Bumblebee colonies at risk of extinction after pesticide exposure: Study

#93 of 530 articles from the Special Report: State Of The Animal
bumblebee, pollen, asparagus field, Diedersdorf, Germany
A bumblebee gathers pollen at an asparagus field near Diedersdorf, Germany in this June 19, 2017 photo. File photo by The Associated Press/Bernd Settnik

Support strong Canadian climate journalism for 2025

Help us raise $150,000 by December 31. Can we count on your support?
Goal: $150k
$36k

A widely used pesticide is placing bumblebee populations at an increased risk of extinction, a new study from an Ontario researcher suggests.

Nigel Raine, an environmental science professor at the University of Guelph, discovered that thiamethoxam, a major neonicotinoid found in agricultural crops throughout the world, reduced the chances of bumblebee queens starting new colonies by more than a quarter.

The results were published Monday in the journal Nature Ecology & Evolution.

"Bumblebee queens that were exposed to the pesticide were 26 per cent less likely to lay eggs to start a colony," Raine said of the research conducted in his lab with researchers from Royal Holloway, University of London.

"It was a bigger impact than I was expecting. And our modelling suggests it could have a major impact on population persistence and increases the chances a population could go extinct."

Bees are crucial to agriculture. Published reports suggest about a third of the crops eaten by humans depend on insect pollination, with bees responsible for about 80 per cent of that figure.

But bee populations are declining worldwide as scientists try to figure out why. Research has suggested the use of neonicotinoids is among the factors contributing to the declines.

Ontario has taken the lead in North America by placing restrictions on the use of neonicotinoids, while Europe has imposed a moratorium on their use.

Recent research by York University showed neonicotinoids had spilled over from crops such as soy and corn in Ontario and Quebec into plants and wildflowers such as maple trees, dandelions and clover.

Raine wanted to examine the effects thiamethoxam and a common parasite had on the bumblebee queen's ability to set up a colony, a crucial part of a bee's life cycle.

Bumblebee queens, he explained, are quite different from honeybee queens in that they largely do all of the work themselves to start a colony, from foraging to nest building to raising their young before worker bees take over.

While there has been much study of the honeybee, not as much research has been conducted on the bumblebee, Raine said.

In his lab, Raine infected half the bumblebee queens he was studying with a parasite and then placed all the bees in a cold, dark room to force an artificial hibernation. Those that survived hibernation were then split into two more groups, one of which was exposed for two weeks to pesticide-laden pollen at "field realistic" levels found in the wild, he said.
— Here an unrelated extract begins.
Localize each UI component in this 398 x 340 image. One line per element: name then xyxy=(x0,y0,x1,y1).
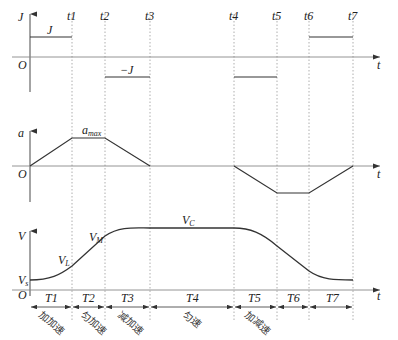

Those queen bees were placed in different nest boxes and monitored for survival and signs of egg laying.

"There was very little effect of the parasite in our experiment," Raine said.

But he did find a substantial impact on egg laying.

"We are trying to link all this up to the broader ecology and life history of these organisms," Raine said.

He took that new data and plugged it into mathematical models to see what would happen over time.

"We're seeing a substantial increase of the likelihood of them not surviving over a longer period of time and that's obviously a serious concern with the current patterns of usage of these chemicals."

If anything, Raine said, his study is conservative, considering he only examined the effects of one pesticide and one parasite, whereas there are many other factors in the wild that play a role in the bumblebee's health, including disease and habitat destruction.